Lesson 1: Managing user accounts and roles

Managing user accounts and roles is a critical part of Moodle administration. As an administrator, you have the power to control who can access your Moodle site and what they can do once they’re in.

User Accounts:

User accounts are the basic building blocks of any Moodle site. Each person who accesses your site will need a user account. As an administrator, you can create user accounts manually, or users can create their own accounts, depending on your site settings.

When creating user accounts, you’ll need to provide some basic information, such as the user’s full name, email address, and a username. You’ll also need to set a password for the account, which the user can change later.

Once a user account is created, you can edit the account to update information, reset the user’s password, or delete the account if necessary.

User Roles:

Roles in Moodle define what a user can and cannot do within your site. Each role is a collection of permissions that can be assigned to specific users in specific contexts.

Moodle comes with several predefined roles, including:

Administrator: Has full access to the site. Can do everything.
Course Creator: Can create and manage courses and teach in them.
Teacher: Can teach in courses and grade students, but not create new courses.
Non-editing Teacher: Can teach in courses and grade students, but can’t alter activities or resources.
Student: Can participate in courses but not alter them.
Guest: Has minimal privileges and usually can’t enter text anywhere.
As an administrator, you can assign roles to users at the site level, the category level, the course level, or the activity level. This allows you to control access and permissions with a high degree of granularity.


== Problem requirements ==
The task calls for every line of the data to be retyped exactly.

___ Exercise material

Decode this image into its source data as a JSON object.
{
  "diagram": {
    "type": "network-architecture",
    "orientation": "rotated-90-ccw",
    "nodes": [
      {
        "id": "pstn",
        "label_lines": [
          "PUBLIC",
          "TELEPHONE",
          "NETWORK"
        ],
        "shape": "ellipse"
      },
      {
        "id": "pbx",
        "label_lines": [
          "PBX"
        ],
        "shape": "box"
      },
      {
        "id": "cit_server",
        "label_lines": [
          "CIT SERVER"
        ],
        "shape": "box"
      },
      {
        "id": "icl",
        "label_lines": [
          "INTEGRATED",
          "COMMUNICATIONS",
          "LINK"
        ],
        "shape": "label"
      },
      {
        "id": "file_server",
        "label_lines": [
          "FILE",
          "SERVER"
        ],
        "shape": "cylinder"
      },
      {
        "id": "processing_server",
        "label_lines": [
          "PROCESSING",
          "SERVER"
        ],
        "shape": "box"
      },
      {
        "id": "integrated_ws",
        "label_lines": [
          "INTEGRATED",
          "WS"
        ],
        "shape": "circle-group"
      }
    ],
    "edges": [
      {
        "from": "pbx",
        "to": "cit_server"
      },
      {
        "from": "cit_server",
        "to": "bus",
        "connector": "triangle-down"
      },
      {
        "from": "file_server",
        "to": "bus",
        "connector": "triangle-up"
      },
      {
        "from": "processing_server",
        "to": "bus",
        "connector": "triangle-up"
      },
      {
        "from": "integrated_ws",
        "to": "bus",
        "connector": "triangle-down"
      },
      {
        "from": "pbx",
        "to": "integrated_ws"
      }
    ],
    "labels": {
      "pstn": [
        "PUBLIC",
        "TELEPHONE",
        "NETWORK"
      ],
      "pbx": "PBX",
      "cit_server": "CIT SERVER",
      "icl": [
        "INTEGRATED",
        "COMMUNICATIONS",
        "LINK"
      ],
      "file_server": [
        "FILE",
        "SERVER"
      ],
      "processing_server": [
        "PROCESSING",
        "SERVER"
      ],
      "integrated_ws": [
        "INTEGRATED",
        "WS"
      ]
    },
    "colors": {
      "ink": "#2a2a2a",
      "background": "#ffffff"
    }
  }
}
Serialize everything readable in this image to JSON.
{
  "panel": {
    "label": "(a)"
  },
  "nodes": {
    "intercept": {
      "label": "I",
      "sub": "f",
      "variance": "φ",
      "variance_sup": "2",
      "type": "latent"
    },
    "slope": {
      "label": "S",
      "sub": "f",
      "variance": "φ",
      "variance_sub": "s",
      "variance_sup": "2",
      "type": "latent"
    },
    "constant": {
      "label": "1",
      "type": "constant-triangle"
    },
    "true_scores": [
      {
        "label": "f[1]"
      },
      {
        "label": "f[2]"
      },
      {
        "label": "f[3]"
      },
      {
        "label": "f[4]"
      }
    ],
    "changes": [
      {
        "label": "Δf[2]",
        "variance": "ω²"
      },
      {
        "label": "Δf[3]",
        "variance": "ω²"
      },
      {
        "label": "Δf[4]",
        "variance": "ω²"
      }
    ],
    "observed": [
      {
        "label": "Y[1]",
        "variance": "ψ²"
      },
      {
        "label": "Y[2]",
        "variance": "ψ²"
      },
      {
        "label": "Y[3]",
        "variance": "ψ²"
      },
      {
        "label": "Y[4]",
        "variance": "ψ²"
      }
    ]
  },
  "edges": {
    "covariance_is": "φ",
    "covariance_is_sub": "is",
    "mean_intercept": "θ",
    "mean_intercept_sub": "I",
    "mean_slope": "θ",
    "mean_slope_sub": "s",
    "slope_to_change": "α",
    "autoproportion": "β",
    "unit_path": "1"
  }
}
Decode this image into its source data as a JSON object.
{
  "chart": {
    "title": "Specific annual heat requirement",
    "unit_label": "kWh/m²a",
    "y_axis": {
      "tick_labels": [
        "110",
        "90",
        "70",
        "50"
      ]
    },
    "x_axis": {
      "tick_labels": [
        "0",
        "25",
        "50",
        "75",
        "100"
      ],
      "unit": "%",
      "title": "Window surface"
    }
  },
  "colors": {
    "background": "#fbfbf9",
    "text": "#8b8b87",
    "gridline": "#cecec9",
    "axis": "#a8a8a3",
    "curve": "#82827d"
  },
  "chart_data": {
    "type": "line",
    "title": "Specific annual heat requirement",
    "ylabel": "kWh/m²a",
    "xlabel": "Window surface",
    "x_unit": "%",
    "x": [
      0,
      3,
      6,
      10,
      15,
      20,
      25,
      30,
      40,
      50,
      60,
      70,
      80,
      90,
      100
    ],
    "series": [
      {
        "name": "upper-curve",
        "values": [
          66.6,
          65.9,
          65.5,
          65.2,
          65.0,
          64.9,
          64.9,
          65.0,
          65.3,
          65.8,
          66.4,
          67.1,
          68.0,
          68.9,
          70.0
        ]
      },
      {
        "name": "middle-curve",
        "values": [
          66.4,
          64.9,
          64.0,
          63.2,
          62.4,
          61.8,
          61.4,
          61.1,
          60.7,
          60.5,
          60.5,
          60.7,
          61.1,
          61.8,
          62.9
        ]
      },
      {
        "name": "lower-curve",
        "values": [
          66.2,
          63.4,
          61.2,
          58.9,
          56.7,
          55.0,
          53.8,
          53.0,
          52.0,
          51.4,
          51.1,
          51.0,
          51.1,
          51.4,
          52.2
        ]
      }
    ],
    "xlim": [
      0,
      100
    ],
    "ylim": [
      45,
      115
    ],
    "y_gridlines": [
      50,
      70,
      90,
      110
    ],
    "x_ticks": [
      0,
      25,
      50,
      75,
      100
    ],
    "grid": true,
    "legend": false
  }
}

______

== Reply ==
Decode this image into its source data as a JSON object.
{
  "diagram": {
    "type": "network-architecture",
    "orientation": "rotated-90-ccw",
    "nodes": [
      {
        "id": "pstn",
        "label_lines": [
          "PUBLIC",
          "TELEPHONE",
          "NETWORK"
        ],
        "shape": "ellipse"
      },
      {
        "id": "pbx",
        "label_lines": [
          "PBX"
        ],
        "shape": "box"
      },
      {
        "id": "cit_server",
        "label_lines": [
          "CIT SERVER"
        ],
        "shape": "box"
      },
      {
        "id": "icl",
        "label_lines": [
          "INTEGRATED",
          "COMMUNICATIONS",
          "LINK"
        ],
        "shape": "label"
      },
      {
        "id": "file_server",
        "label_lines": [
          "FILE",
          "SERVER"
        ],
        "shape": "cylinder"
      },
      {
        "id": "processing_server",
        "label_lines": [
          "PROCESSING",
          "SERVER"
        ],
        "shape": "box"
      },
      {
        "id": "integrated_ws",
        "label_lines": [
          "INTEGRATED",
          "WS"
        ],
        "shape": "circle-group"
      }
    ],
    "edges": [
      {
        "from": "pbx",
        "to": "cit_server"
      },
      {
        "from": "cit_server",
        "to": "bus",
        "connector": "triangle-down"
      },
      {
        "from": "file_server",
        "to": "bus",
        "connector": "triangle-up"
      },
      {
        "from": "processing_server",
        "to": "bus",
        "connector": "triangle-up"
      },
      {
        "from": "integrated_ws",
        "to": "bus",
        "connector": "triangle-down"
      },
      {
        "from": "pbx",
        "to": "integrated_ws"
      }
    ],
    "labels": {
      "pstn": [
        "PUBLIC",
        "TELEPHONE",
        "NETWORK"
      ],
      "pbx": "PBX",
      "cit_server": "CIT SERVER",
      "icl": [
        "INTEGRATED",
        "COMMUNICATIONS",
        "LINK"
      ],
      "file_server": [
        "FILE",
        "SERVER"
      ],
      "processing_server": [
        "PROCESSING",
        "SERVER"
      ],
      "integrated_ws": [
        "INTEGRATED",
        "WS"
      ]
    },
    "colors": {
      "ink": "#2a2a2a",
      "background": "#ffffff"
    }
  }
}
Serialize everything readable in this image to JSON.
{
  "panel": {
    "label": "(a)"
  },
  "nodes": {
    "intercept": {
      "label": "I",
      "sub": "f",
      "variance": "φ",
      "variance_sup": "2",
      "type": "latent"
    },
    "slope": {
      "label": "S",
      "sub": "f",
      "variance": "φ",
      "variance_sub": "s",
      "variance_sup": "2",
      "type": "latent"
    },
    "constant": {
      "label": "1",
      "type": "constant-triangle"
    },
    "true_scores": [
      {
        "label": "f[1]"
      },
      {
        "label": "f[2]"
      },
      {
        "label": "f[3]"
      },
      {
        "label": "f[4]"
      }
    ],
    "changes": [
      {
        "label": "Δf[2]",
        "variance": "ω²"
      },
      {
        "label": "Δf[3]",
        "variance": "ω²"
      },
      {
        "label": "Δf[4]",
        "variance": "ω²"
      }
    ],
    "observed": [
      {
        "label": "Y[1]",
        "variance": "ψ²"
      },
      {
        "label": "Y[2]",
        "variance": "ψ²"
      },
      {
        "label": "Y[3]",
        "variance": "ψ²"
      },
      {
        "label": "Y[4]",
        "variance": "ψ²"
      }
    ]
  },
  "edges": {
    "covariance_is": "φ",
    "covariance_is_sub": "is",
    "mean_intercept": "θ",
    "mean_intercept_sub": "I",
    "mean_slope": "θ",
    "mean_slope_sub": "s",
    "slope_to_change": "α",
    "autoproportion": "β",
    "unit_path": "1"
  }
}
Decode this image into its source data as a JSON object.
{
  "chart": {
    "title": "Specific annual heat requirement",
    "unit_label": "kWh/m²a",
    "y_axis": {
      "tick_labels": [
        "110",
        "90",
        "70",
        "50"
      ]
    },
    "x_axis": {
      "tick_labels": [
        "0",
        "25",
        "50",
        "75",
        "100"
      ],
      "unit": "%",
      "title": "Window surface"
    }
  },
  "colors": {
    "background": "#fbfbf9",
    "text": "#8b8b87",
    "gridline": "#cecec9",
    "axis": "#a8a8a3",
    "curve": "#82827d"
  },
  "chart_data": {
    "type": "line",
    "title": "Specific annual heat requirement",
    "ylabel": "kWh/m²a",
    "xlabel": "Window surface",
    "x_unit": "%",
    "x": [
      0,
      3,
      6,
      10,
      15,
      20,
      25,
      30,
      40,
      50,
      60,
      70,
      80,
      90,
      100
    ],
    "series": [
      {
        "name": "upper-curve",
        "values": [
          66.6,
          65.9,
          65.5,
          65.2,
          65.0,
          64.9,
          64.9,
          65.0,
          65.3,
          65.8,
          66.4,
          67.1,
          68.0,
          68.9,
          70.0
        ]
      },
      {
        "name": "middle-curve",
        "values": [
          66.4,
          64.9,
          64.0,
          63.2,
          62.4,
          61.8,
          61.4,
          61.1,
          60.7,
          60.5,
          60.5,
          60.7,
          61.1,
          61.8,
          62.9
        ]
      },
      {
        "name": "lower-curve",
        "values": [
          66.2,
          63.4,
          61.2,
          58.9,
          56.7,
          55.0,
          53.8,
          53.0,
          52.0,
          51.4,
          51.1,
          51.0,
          51.1,
          51.4,
          52.2
        ]
      }
    ],
    "xlim": [
      0,
      100
    ],
    "ylim": [
      45,
      115
    ],
    "y_gridlines": [
      50,
      70,
      90,
      110
    ],
    "x_ticks": [
      0,
      25,
      50,
      75,
      100
    ],
    "grid": true,
    "legend": false
  }
}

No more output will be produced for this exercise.